A Quote by Chris Adami

We can make life in the computer. Granted, it's limited, but we have learned what it takes in order to actually construct it. — © Chris Adami
We can make life in the computer. Granted, it's limited, but we have learned what it takes in order to actually construct it.
Ingratitude is surely the chief of the intellectual sins of man. He takes his political benefits for granted, just as he takes the skies and the seasons for granted.
When somebody has learned how to program a computer ... You're joining a group of people who can do incredible things. They can make the computer do anything they can imagine.
I make a distinction between true and real. I think that the story is true, it’s just not real. That’s what a parable is. It takes things that we all know are real, and it takes life events that actually happens, and it weaves them into a fiction that allows truth to actually be embedded.
The attribution of intelligence to machines, crowds of fragments, or other nerd deities obscures more than it illuminates. When people are told that a computer is intelligent, they become prone to changing themselves in order to make the computer appear to work better, instead of demanding that the computer be changed to become more useful.
Something I've learned is that it actually takes a lot of work to make something great.
The computer is limited in expression. It can't do what the human player can do. What's dangerous is that you fall for writing for the computer and what sounds good on it instead of writing something that actually sounds good when a player performs it. It's dangerous when you go down that road.
You have to hurt in order to know. Fall in order to grow. Lose in order to gain. Because most of life's lessons are learned through pain
What I wanted to do and what I needed to do was something entirely different, and through reading Roussel I learned that I could do what I wanted all on my own and that I didn't have to rely on what had actually happened in my somewhat limited life and reading.
What I've learned is sometimes it's good not to have all the same actions and have all the same takes. The variety you provide gives the director later on in post-production the ability to construct a more interesting performance as he puts the movie together.
Since I am not actually a real human being, my emotional responses are generally limited to what I have learned to fake.
I did not have a computer until recently. I'm not really a computer person; I'm really hands-on. I can't make it work if it's all behind the black curtain. It doesn't interest me. I want to see what's actually happening back there.
My background, I really am a computer hacker. I've studied computer science, I work in computer security. I'm not an actively a hacker, I'm an executive but I understand the mindset of changing a system to get the outcome that you want. It turns out to make the coffee, the problem is actually how the beans get turn into green coffee. That's where most of the problems happen.
The way forward does not lie in amateur and comically timeless linguistic sociology which takes 'forms of life ' for granted (and this is what philosophy has been recently), but in the systematic study of forms of life which does not take them for granted at all. It hardly matters whether such an inquiry is called philosophy or sociology.
Space camp was actually, like, the best summer of my life. It was amazing. But I thought I wanted to be a computer programmer, and among computer science folks, Turing is this object of cult-like fascination.
One can think of any given axiom system as being like a computer with a certain limited amount of memory or processing power. One could switch to a computer with even more storage, but no matter how large an amount of storage space the computer has, there will still exist some tasks that are beyond its ability.
If you can read the world as a construct, you can ask questions of the construct, and you can suggest ways to change the construct.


WHAT IS BEING ASKED:
For each entry, restate it word for word while omitting any image it holds.

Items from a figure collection
==========

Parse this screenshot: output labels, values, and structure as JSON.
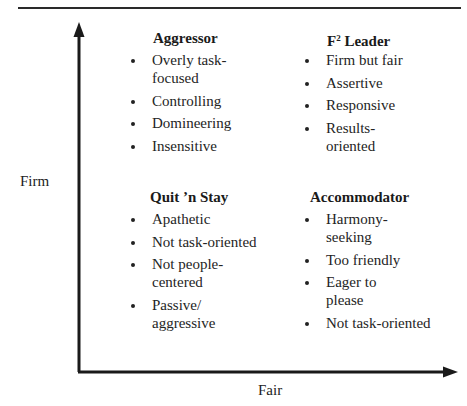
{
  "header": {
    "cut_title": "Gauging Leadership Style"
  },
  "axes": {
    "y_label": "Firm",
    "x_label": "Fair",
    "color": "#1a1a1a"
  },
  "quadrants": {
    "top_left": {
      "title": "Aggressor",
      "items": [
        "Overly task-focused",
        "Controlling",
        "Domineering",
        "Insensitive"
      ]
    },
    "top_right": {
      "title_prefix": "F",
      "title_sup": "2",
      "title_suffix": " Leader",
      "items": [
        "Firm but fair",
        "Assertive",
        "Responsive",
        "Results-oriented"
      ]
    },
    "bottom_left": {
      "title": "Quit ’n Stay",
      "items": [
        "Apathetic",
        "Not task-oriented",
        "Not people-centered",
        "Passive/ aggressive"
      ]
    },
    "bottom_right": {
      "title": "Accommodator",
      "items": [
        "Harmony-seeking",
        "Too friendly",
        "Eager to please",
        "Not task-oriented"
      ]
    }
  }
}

==========

WRITTEN REPLY:
Parse this screenshot: output labels, values, and structure as JSON.
{
  "header": {
    "cut_title": "Gauging Leadership Style"
  },
  "axes": {
    "y_label": "Firm",
    "x_label": "Fair",
    "color": "#1a1a1a"
  },
  "quadrants": {
    "top_left": {
      "title": "Aggressor",
      "items": [
        "Overly task-focused",
        "Controlling",
        "Domineering",
        "Insensitive"
      ]
    },
    "top_right": {
      "title_prefix": "F",
      "title_sup": "2",
      "title_suffix": " Leader",
      "items": [
        "Firm but fair",
        "Assertive",
        "Responsive",
        "Results-oriented"
      ]
    },
    "bottom_left": {
      "title": "Quit ’n Stay",
      "items": [
        "Apathetic",
        "Not task-oriented",
        "Not people-centered",
        "Passive/ aggressive"
      ]
    },
    "bottom_right": {
      "title": "Accommodator",
      "items": [
        "Harmony-seeking",
        "Too friendly",
        "Eager to please",
        "Not task-oriented"
      ]
    }
  }
}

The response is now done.